Florida wants all school doors, gates locked. It could get costly.
The days of unlocked doors, gates and other access points at Florida’s schools are coming to an end.
New state law, which takes effect July 1, says schools must keep all classroom, building and campus entrances and exits closed and locked when students are present, “regardless of whether it is during normal school hours” — unless it’s time for changing classes or a staff member is monitoring the spot.
School district officials said they applaud the effort. But putting the mandate into effect could be problematic, they added. Some worry that the cost of securing doors while still allowing for students and staff to move freely could run into millions of dollars.
“The intent was good,” Pasco County schools superintendent Kurt Browning said of the law, which Gov. Ron DeSantis signed in May. “It is the actual implementation of that bill that is causing the Pasco district, and districts across the state, a great deal of pause.”
“We are trying to figure out how to comply with it,” Browning said, noting the short turnaround time makes it more difficult to create a workable plan.
The concerns center on issues such as how to deal with students who need to leave class and go to a counselor’s office in a different building. Or how to handle students who are on campus for after-school extracurricular activities that don’t involve a teacher or coach. Or what do to when parents and the public are attending a performance in one part of the school while students are preparing in a different area.
“I don’t think there’s a school district in the entire state that is going to be able to lock every door and every gate, or have it staffed,” said John Newman, chief of security for Hillsborough County schools.
Further complicating matters is the fact that not all schools have the same characteristics. Some are single buildings with a lone visitor entrance, while others have several buildings spread over many acres. Some have doors that face outside, while others have doors facing corridors that must be accessed by a separate entrance.
Each campus can require a different approach.
Newman said he and his peers in other districts are collaborating daily to work on solutions, while awaiting further direction from the state. The Board of Education adopted a rule governing the requirements on Wednesday, but it offered little beyond the wording of the law that has baffled district leaders.
Many are looking long-term toward ideas such as giving everyone on campus individualized key cards, or using programmable hall passes. But that’s a costly move that could not be implemented over the summer.
In the meantime, Newman said he’s looking at a more immediate answer that doesn’t lead to locking every door. He’s focused on language in the law allowing for doors to remain open if “other safety measures” are in place.
He offered an example of a school where visitors must pass through a secure entrance to get into the administration office, and have their ID checked before they pass through another locked door to get into any area where students are present. He said other doors leading to that “exclusionary zone” might not have to be locked, because of the controlled access from the outside.
Officials are determining which, if any, Hillsborough schools have adequate preexisting security systems that would allow for this approach.
It’s important to make such distinctions when dealing with such an important issue, Browning said.
“You have to assume a school has built-in layers of protection before (outsiders) get to the interior part of the school,” he said. “Our goal is keeping bad people out, people that are not authorized to be on our campuses.”
It’s not to impede the normal daily flow of school, he said.
Pinellas County Sheriff Bob Gualtieri, who leads the state school safety commission, helped write the latest legislation. He said school officials should use common sense in tackling this topic.
“There is no perfect,” Gualtieri said. “We are looking for people to genuinely and sincerely do the best they can under the circumstances.”
That wasn’t happening before, even as the state took steps to increase campus security after the 2018 shooting massacre at Marjory Stoneman Douglas High in Parkland. Schools added locked exterior gates with video doorbells for entry, clear bags at large school events, crisis drills, armed guards and more since that time.
State safety audits revealed “significant noncompliance,” Gualtieri said, with some educators and administrators defiantly refusing to adopt some of the recommended actions.
“We had to act on it,” he said.
Some of the responses to the new measures are overreactions, Gualtieri suggested. He said the requirements can be applied in a realistic, meaningful way.
For example: Requiring all doors to be locked later in the evening when custodians have the doors open for cleaning, but a teacher is tutoring a handful of students in one room, is perhaps too technical of a reading, Gualtieri said.
But school officials said they are concerned with the technicalities, given the state’s willingness to penalize districts for their interpretations of vague laws on other issues. That has them parsing out the meaning of terms such as “normal school hours.”
They also don’t want to face the consequences for teachers who leave their doors open to monitor nearby classes covered by substitutes, for instance; or to allow air flow when the air conditioner stops working. The law does not appear to offer any wiggle room.
Newman said he expected more answers as school safety officers meet with state officials over the summer to discuss next steps.
“We have to determine, where is that sweet spot” that keeps schools safe while “not letting school see like a detention center,” he said. “I think we’re going to have some growing pains this year.”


Your objective
Nothing but the lines from the first line of the records below to the line holding "Image is 868x411 pixels." belongs in the answer, copied exactly and without pictures.

Data records
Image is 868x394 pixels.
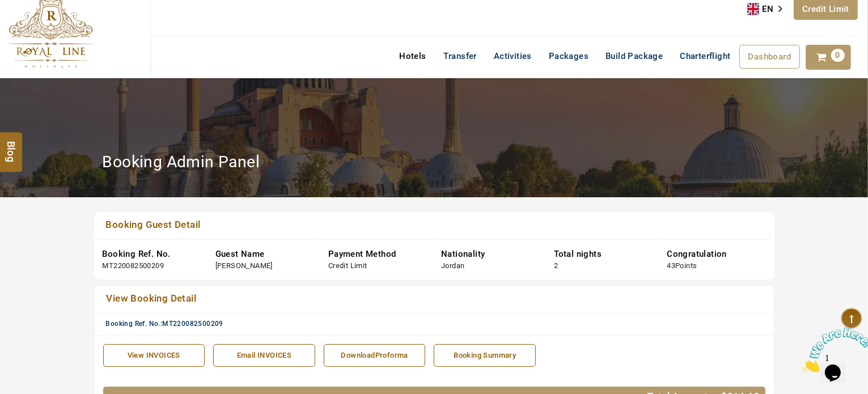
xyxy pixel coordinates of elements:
[215,248,311,260] div: Guest Name
[215,261,273,271] div: [PERSON_NAME]
[110,350,199,361] div: View INVOICES
[434,344,536,367] a: Booking Summary
[747,1,791,18] a: EN
[798,323,868,377] iframe: chat widget
[103,248,198,260] div: Booking Ref. No.
[328,248,424,260] div: Payment Method
[748,52,792,62] span: Dashboard
[103,218,700,234] a: Booking Guest Detail
[806,45,851,70] a: 0
[324,344,426,367] a: DownloadProforma
[680,51,730,61] span: Charterflight
[4,141,19,150] span: Blog
[486,45,540,67] a: Activities
[103,344,205,367] a: View INVOICES
[103,152,260,172] h2: Booking Admin Panel
[213,344,316,367] a: Email INVOICES
[831,48,845,62] span: 0
[671,45,739,67] a: Charterflight
[4,4,75,49] img: Chat attention grabber
[747,1,791,18] div: Language
[747,1,791,18] aside: Language selected: English
[328,261,367,271] div: Credit Limit
[597,45,671,67] a: Build Package
[554,248,650,260] div: Total nights
[162,320,224,327] span: MT220082500209
[441,248,537,260] div: Nationality
[440,350,530,361] div: Booking Summary
[667,261,675,269] span: 43
[106,319,771,329] div: Booking Ref. No.:
[667,248,763,260] div: Congratulation
[675,261,697,269] span: Points
[4,4,9,14] span: 1
[391,45,435,67] a: Hotels
[441,261,464,271] div: Jordan
[103,261,164,271] div: MT220082500209
[554,261,558,271] div: 2
[435,45,486,67] a: Transfer
[106,293,197,304] span: View Booking Detail
[540,45,597,67] a: Packages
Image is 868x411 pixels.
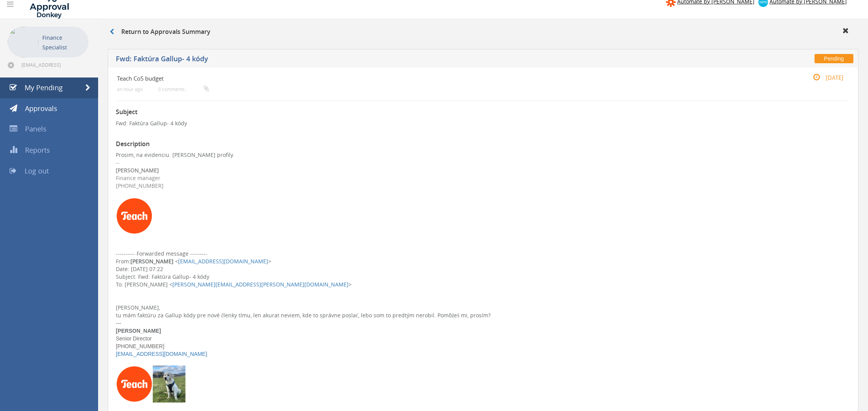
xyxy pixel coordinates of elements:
small: 0 comments... [158,86,209,92]
span: -- [116,159,120,166]
p: Fwd: Faktúra Gallup- 4 kódy [116,120,850,127]
a: [PERSON_NAME][EMAIL_ADDRESS][PERSON_NAME][DOMAIN_NAME] [172,281,349,287]
img: AIorK4wBi_D2rsPpGh3ukQhRY4ujTW59-XHW8czvRtx9Sp2Lnmj60m3vPOZIQGeIrQS_nd5txQs5Yok [152,365,185,403]
img: AIorK4y7p6HqtjjCJGgJmwuWHfP_EMbBtLrb0OLrRCu_vWJt6_DkbFUn_JwkiYjZqXIrjtCVrUBjQyE [116,365,152,403]
strong: [PERSON_NAME] [131,257,174,265]
h3: Return to Approvals Summary [109,28,210,36]
h3: Description [116,140,850,148]
b: [PERSON_NAME] [116,167,159,174]
span: Panels [25,125,47,133]
a: [EMAIL_ADDRESS][DOMAIN_NAME] [179,257,268,265]
div: tu mám faktúru za Gallup kódy pre nové členky tímu, len akurat neviem, kde to správne poslať, leb... [116,312,850,319]
a: [EMAIL_ADDRESS][DOMAIN_NAME] [116,350,207,357]
img: AIorK4xum92ULl6MfEC87BzxdKPd066n-_wody-wG3DD6EcpWWQSs4h78O4xkKOQr1XycK7x_tLcvPo [116,198,152,234]
div: Prosim, na evidenciu. [PERSON_NAME] profily. [116,151,850,159]
h5: Fwd: Faktúra Gallup- 4 kódy [116,55,631,65]
span: My Pending [24,82,63,92]
span: Pending [815,54,854,63]
span: Reports [25,145,50,154]
font: [PHONE_NUMBER] [116,343,165,349]
div: [PERSON_NAME], [116,303,850,312]
span: Log out [24,166,49,175]
span: < > [175,257,271,265]
small: [DATE] [805,73,844,81]
div: Finance manager [116,174,850,182]
span: [EMAIL_ADDRESS][DOMAIN_NAME] [22,62,87,67]
div: [PHONE_NUMBER] [116,182,850,189]
span: Approvals [25,104,57,113]
p: Finance Specialist [42,33,85,52]
font: --- [116,320,122,326]
font: Senior Director [116,335,152,342]
small: an hour ago [117,86,143,92]
h3: Subject [116,109,850,115]
font: [PERSON_NAME] [116,328,161,333]
div: ---------- Forwarded message --------- From: Date: [DATE] 07:22 Subject: Fwd: Faktúra Gallup- 4 k... [116,250,850,288]
h4: Teach CoS budget [117,75,728,81]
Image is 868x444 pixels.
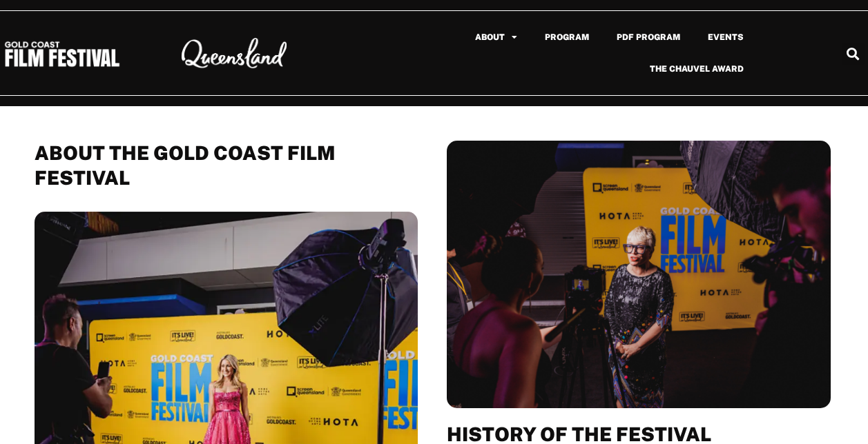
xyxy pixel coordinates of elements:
a: Program [531,21,603,53]
h2: About THE GOLD COAST FILM FESTIVAL​ [34,141,418,191]
a: The Chauvel Award [636,53,758,85]
nav: Menu [384,21,758,85]
a: Events [694,21,758,53]
a: About [461,21,531,53]
div: Search [842,43,865,66]
a: PDF Program [603,21,694,53]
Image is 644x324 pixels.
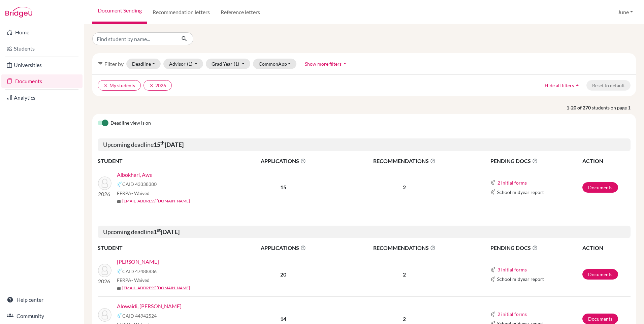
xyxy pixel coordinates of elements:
a: Documents [2,75,83,88]
th: ACTION [582,243,631,252]
span: mail [117,286,121,290]
span: Filter by [105,61,124,67]
button: clear2026 [143,80,172,90]
a: Documents [583,313,618,324]
a: Students [2,42,83,55]
b: 15 [DATE] [154,141,183,148]
img: Albokhari, Aws [98,176,112,190]
span: mail [117,199,121,203]
span: (1) [187,61,192,67]
a: Universities [2,58,83,72]
span: (1) [234,61,239,67]
a: Community [2,309,83,322]
b: 1 [DATE] [154,228,180,235]
span: School midyear report [498,275,544,282]
p: 2 [335,315,474,322]
p: 2026 [98,190,112,198]
span: FERPA [117,276,150,283]
button: Grad Year(1) [205,58,250,69]
button: Deadline [126,58,161,69]
span: APPLICATIONS [233,156,334,165]
i: arrow_drop_up [574,82,581,89]
span: - Waived [131,277,150,282]
img: Common App logo [490,179,496,185]
img: Almanie, Mohammed [98,263,112,277]
span: PENDING DOCS [490,244,582,252]
span: PENDING DOCS [490,156,582,165]
a: [EMAIL_ADDRESS][DOMAIN_NAME] [122,198,190,204]
button: clearMy students [98,80,141,90]
p: 2 [335,271,474,278]
button: CommonApp [253,58,297,69]
h5: Upcoming deadline [98,226,631,238]
span: Deadline view is on [110,119,151,127]
strong: 1-20 of 270 [567,104,592,111]
img: Bridge-U [6,7,32,17]
i: filter_list [98,61,103,66]
sup: st [157,227,161,233]
p: 2026 [98,277,112,285]
th: ACTION [582,156,631,165]
a: Documents [583,269,618,279]
img: Common App logo [490,189,496,194]
span: Show more filters [305,61,342,67]
span: FERPA [117,190,150,197]
a: Documents [583,182,618,193]
b: 14 [280,315,287,322]
span: RECOMMENDATIONS [335,244,474,252]
b: 15 [280,184,287,190]
i: clear [103,83,108,88]
a: [PERSON_NAME] [117,257,159,266]
button: Reset to default [587,80,631,90]
span: CAID 44942524 [122,312,157,319]
i: clear [150,83,154,88]
a: Help center [2,293,83,306]
p: 2 [335,183,474,191]
img: Common App logo [117,268,122,274]
button: Show more filtersarrow_drop_up [299,58,354,69]
input: Find student by name... [92,32,176,45]
i: arrow_drop_up [342,61,348,67]
span: RECOMMENDATIONS [335,156,474,165]
button: Advisor(1) [164,58,203,69]
span: students on page 1 [592,104,636,111]
sup: th [161,140,165,145]
button: 2 initial forms [498,310,527,318]
b: 20 [280,271,287,278]
button: 2 initial forms [498,179,527,186]
button: Hide all filtersarrow_drop_up [539,80,587,90]
a: Home [2,26,83,39]
span: CAID 47488836 [122,267,157,274]
th: STUDENT [98,156,232,165]
button: June [615,6,636,19]
span: APPLICATIONS [233,244,334,252]
th: STUDENT [98,243,232,252]
img: Common App logo [490,276,496,282]
img: Common App logo [490,267,496,272]
span: CAID 43338380 [122,180,157,187]
img: Common App logo [490,311,496,317]
img: Common App logo [117,312,122,318]
a: Analytics [2,91,83,105]
span: Hide all filters [545,83,574,88]
span: - Waived [131,190,150,196]
button: 3 initial forms [498,266,527,273]
a: Albokhari, Aws [117,171,152,179]
img: Common App logo [117,182,122,186]
span: School midyear report [498,189,544,196]
img: Alowaidi, Yousef [98,307,112,322]
a: [EMAIL_ADDRESS][DOMAIN_NAME] [122,285,190,291]
a: Alowaidi, [PERSON_NAME] [117,302,182,310]
h5: Upcoming deadline [98,138,631,151]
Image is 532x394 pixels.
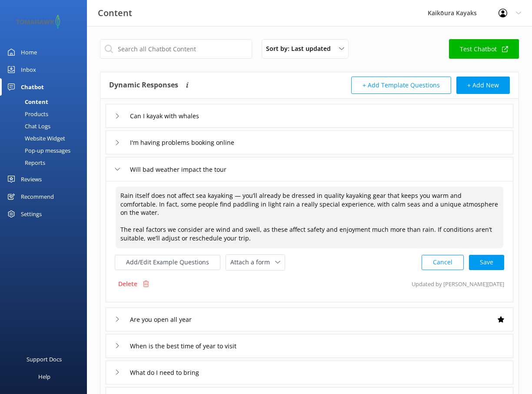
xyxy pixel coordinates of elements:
[5,95,87,108] a: Content
[5,156,45,169] div: Reports
[21,79,44,95] div: Chatbot
[469,255,504,270] button: Save
[5,108,87,120] a: Products
[266,44,336,53] span: Sort by: Last updated
[5,132,87,144] a: Website Widget
[449,39,519,58] a: Test Chatbot
[109,77,178,94] h4: Dynamic Responses
[5,95,48,108] div: Content
[100,39,252,58] input: Search all Chatbot Content
[5,120,87,132] a: Chat Logs
[5,120,51,132] div: Chat Logs
[38,368,51,386] div: Help
[21,205,42,223] div: Settings
[230,258,275,267] span: Attach a form
[422,255,464,270] button: Cancel
[13,15,63,29] img: 2-1647550015.png
[5,156,87,169] a: Reports
[5,108,48,120] div: Products
[27,351,62,368] div: Support Docs
[115,186,503,249] textarea: Rain itself does not affect sea kayaking — you’ll already be dressed in quality kayaking gear tha...
[5,144,71,156] div: Pop-up messages
[118,279,138,289] p: Delete
[411,276,504,292] p: Updated by [PERSON_NAME] [DATE]
[5,144,87,156] a: Pop-up messages
[457,77,510,94] button: + Add New
[115,255,221,270] button: Add/Edit Example Questions
[351,77,451,94] button: + Add Template Questions
[21,43,37,61] div: Home
[5,132,66,144] div: Website Widget
[21,188,54,205] div: Recommend
[21,171,42,188] div: Reviews
[98,6,132,20] h3: Content
[21,61,36,79] div: Inbox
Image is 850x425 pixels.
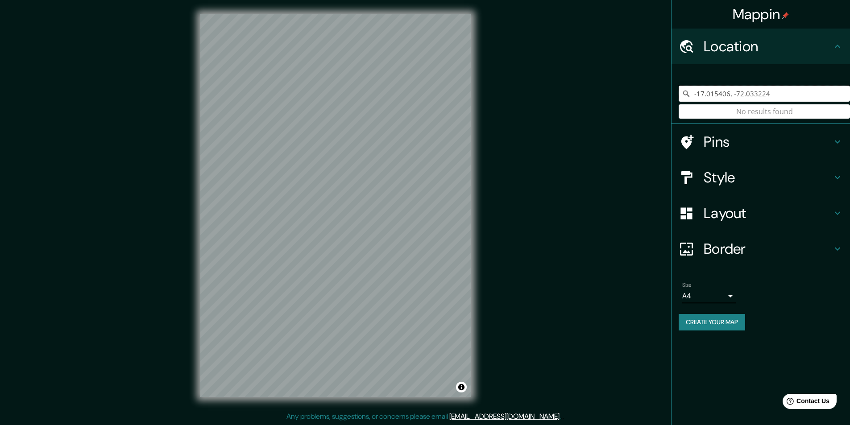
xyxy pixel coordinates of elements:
[682,282,692,289] label: Size
[449,412,559,421] a: [EMAIL_ADDRESS][DOMAIN_NAME]
[679,314,745,331] button: Create your map
[671,160,850,195] div: Style
[704,204,832,222] h4: Layout
[733,5,789,23] h4: Mappin
[679,104,850,119] div: No results found
[682,289,736,303] div: A4
[561,411,562,422] div: .
[671,195,850,231] div: Layout
[704,37,832,55] h4: Location
[704,169,832,186] h4: Style
[671,124,850,160] div: Pins
[671,231,850,267] div: Border
[456,382,467,393] button: Toggle attribution
[562,411,564,422] div: .
[782,12,789,19] img: pin-icon.png
[671,29,850,64] div: Location
[200,14,471,397] canvas: Map
[286,411,561,422] p: Any problems, suggestions, or concerns please email .
[704,133,832,151] h4: Pins
[771,390,840,415] iframe: Help widget launcher
[704,240,832,258] h4: Border
[679,86,850,102] input: Pick your city or area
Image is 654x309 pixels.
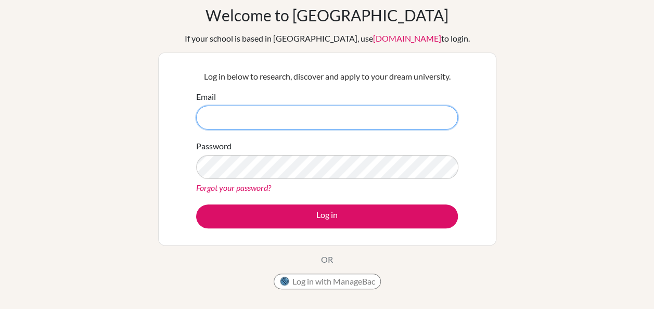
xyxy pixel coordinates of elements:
[196,204,458,228] button: Log in
[321,253,333,266] p: OR
[373,33,441,43] a: [DOMAIN_NAME]
[274,274,381,289] button: Log in with ManageBac
[196,91,216,103] label: Email
[196,70,458,83] p: Log in below to research, discover and apply to your dream university.
[196,140,232,152] label: Password
[196,183,271,193] a: Forgot your password?
[185,32,470,45] div: If your school is based in [GEOGRAPHIC_DATA], use to login.
[206,6,449,24] h1: Welcome to [GEOGRAPHIC_DATA]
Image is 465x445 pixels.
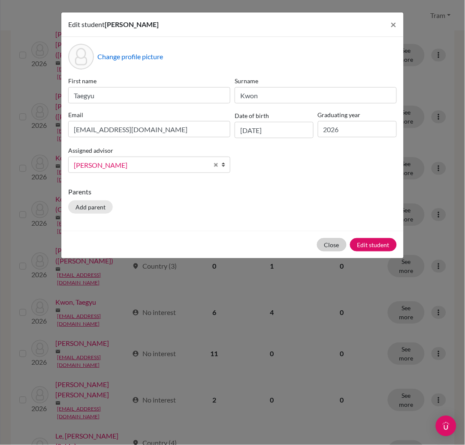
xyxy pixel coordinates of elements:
[318,110,397,119] label: Graduating year
[68,186,397,197] p: Parents
[317,238,346,251] button: Close
[68,200,113,214] button: Add parent
[436,415,456,436] div: Open Intercom Messenger
[384,12,403,36] button: Close
[68,110,230,119] label: Email
[68,44,94,69] div: Profile picture
[391,18,397,30] span: ×
[235,76,397,85] label: Surname
[235,122,313,138] input: dd/mm/yyyy
[68,20,105,28] span: Edit student
[350,238,397,251] button: Edit student
[68,76,230,85] label: First name
[105,20,159,28] span: [PERSON_NAME]
[68,146,113,155] label: Assigned advisor
[235,111,269,120] label: Date of birth
[74,159,208,171] span: [PERSON_NAME]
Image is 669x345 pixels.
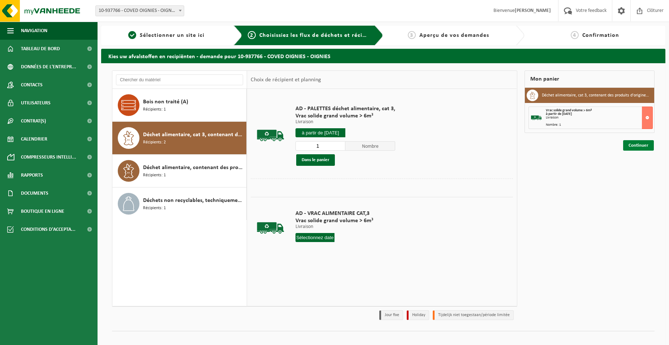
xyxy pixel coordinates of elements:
[546,123,652,127] div: Nombre: 1
[407,310,429,320] li: Holiday
[101,49,665,63] h2: Kies uw afvalstoffen en recipiënten - demande pour 10-937766 - COVED OIGNIES - OIGNIES
[542,90,649,101] h3: Déchet alimentaire, cat 3, contenant des produits d'origine animale, emballage synthétique
[21,166,43,184] span: Rapports
[21,202,64,220] span: Boutique en ligne
[143,163,244,172] span: Déchet alimentaire, contenant des produits d'origine animale, non emballé, catégorie 3
[295,210,373,217] span: AD - VRAC ALIMENTAIRE CAT,3
[295,105,395,112] span: AD - PALETTES déchet alimentaire, cat 3,
[546,112,572,116] strong: à partir de [DATE]
[408,31,416,39] span: 3
[295,112,395,120] span: Vrac solide grand volume > 6m³
[21,112,46,130] span: Contrat(s)
[21,22,47,40] span: Navigation
[295,233,334,242] input: Sélectionnez date
[296,154,335,166] button: Dans le panier
[21,220,75,238] span: Conditions d'accepta...
[571,31,578,39] span: 4
[295,128,345,137] input: Sélectionnez date
[524,70,655,88] div: Mon panier
[623,140,654,151] a: Continuer
[21,40,60,58] span: Tableau de bord
[21,130,47,148] span: Calendrier
[128,31,136,39] span: 1
[546,116,652,120] div: Livraison
[21,76,43,94] span: Contacts
[546,108,591,112] span: Vrac solide grand volume > 6m³
[259,32,379,38] span: Choisissiez les flux de déchets et récipients
[105,31,228,40] a: 1Sélectionner un site ici
[379,310,403,320] li: Jour fixe
[95,5,184,16] span: 10-937766 - COVED OIGNIES - OIGNIES
[140,32,204,38] span: Sélectionner un site ici
[295,120,395,125] p: Livraison
[112,89,247,122] button: Bois non traité (A) Récipients: 1
[143,106,166,113] span: Récipients: 1
[433,310,513,320] li: Tijdelijk niet toegestaan/période limitée
[515,8,551,13] strong: [PERSON_NAME]
[143,196,244,205] span: Déchets non recyclables, techniquement non combustibles (combustibles)
[295,217,373,224] span: Vrac solide grand volume > 6m³
[247,71,325,89] div: Choix de récipient et planning
[112,122,247,155] button: Déchet alimentaire, cat 3, contenant des produits d'origine animale, emballage synthétique Récipi...
[248,31,256,39] span: 2
[21,148,76,166] span: Compresseurs intelli...
[143,130,244,139] span: Déchet alimentaire, cat 3, contenant des produits d'origine animale, emballage synthétique
[419,32,489,38] span: Aperçu de vos demandes
[295,224,373,229] p: Livraison
[112,155,247,187] button: Déchet alimentaire, contenant des produits d'origine animale, non emballé, catégorie 3 Récipients: 1
[21,58,76,76] span: Données de l'entrepr...
[96,6,184,16] span: 10-937766 - COVED OIGNIES - OIGNIES
[143,139,166,146] span: Récipients: 2
[112,187,247,220] button: Déchets non recyclables, techniquement non combustibles (combustibles) Récipients: 1
[21,94,51,112] span: Utilisateurs
[116,74,243,85] input: Chercher du matériel
[21,184,48,202] span: Documents
[143,205,166,212] span: Récipients: 1
[582,32,619,38] span: Confirmation
[143,97,188,106] span: Bois non traité (A)
[143,172,166,179] span: Récipients: 1
[345,141,395,151] span: Nombre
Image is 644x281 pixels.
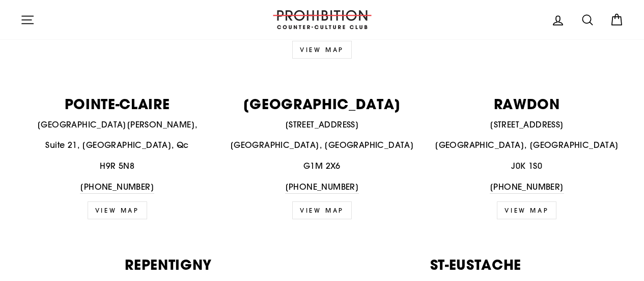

Response
Image is 868x394 pixels.
xyxy pixel coordinates of elements:
[215,248,311,260] div: Guest Name
[215,261,273,271] div: [PERSON_NAME]
[110,350,199,361] div: View INVOICES
[434,344,536,367] a: Booking Summary
[747,1,791,18] a: EN
[798,323,868,377] iframe: chat widget
[103,248,198,260] div: Booking Ref. No.
[328,248,424,260] div: Payment Method
[748,52,792,62] span: Dashboard
[103,218,700,234] a: Booking Guest Detail
[806,45,851,70] a: 0
[324,344,426,367] a: DownloadProforma
[680,51,730,61] span: Charterflight
[4,141,19,150] span: Blog
[486,45,540,67] a: Activities
[103,344,205,367] a: View INVOICES
[103,152,260,172] h2: Booking Admin Panel
[213,344,316,367] a: Email INVOICES
[831,48,845,62] span: 0
[671,45,739,67] a: Charterflight
[4,4,75,49] img: Chat attention grabber
[747,1,791,18] div: Language
[747,1,791,18] aside: Language selected: English
[328,261,367,271] div: Credit Limit
[597,45,671,67] a: Build Package
[554,248,650,260] div: Total nights
[162,320,224,327] span: MT220082500209
[441,248,537,260] div: Nationality
[440,350,530,361] div: Booking Summary
[667,261,675,269] span: 43
[106,319,771,329] div: Booking Ref. No.:
[667,248,763,260] div: Congratulation
[675,261,697,269] span: Points
[4,4,9,14] span: 1
[391,45,435,67] a: Hotels
[441,261,464,271] div: Jordan
[103,261,164,271] div: MT220082500209
[554,261,558,271] div: 2
[435,45,486,67] a: Transfer
[106,293,197,304] span: View Booking Detail
[540,45,597,67] a: Packages
Image is 868x411 pixels.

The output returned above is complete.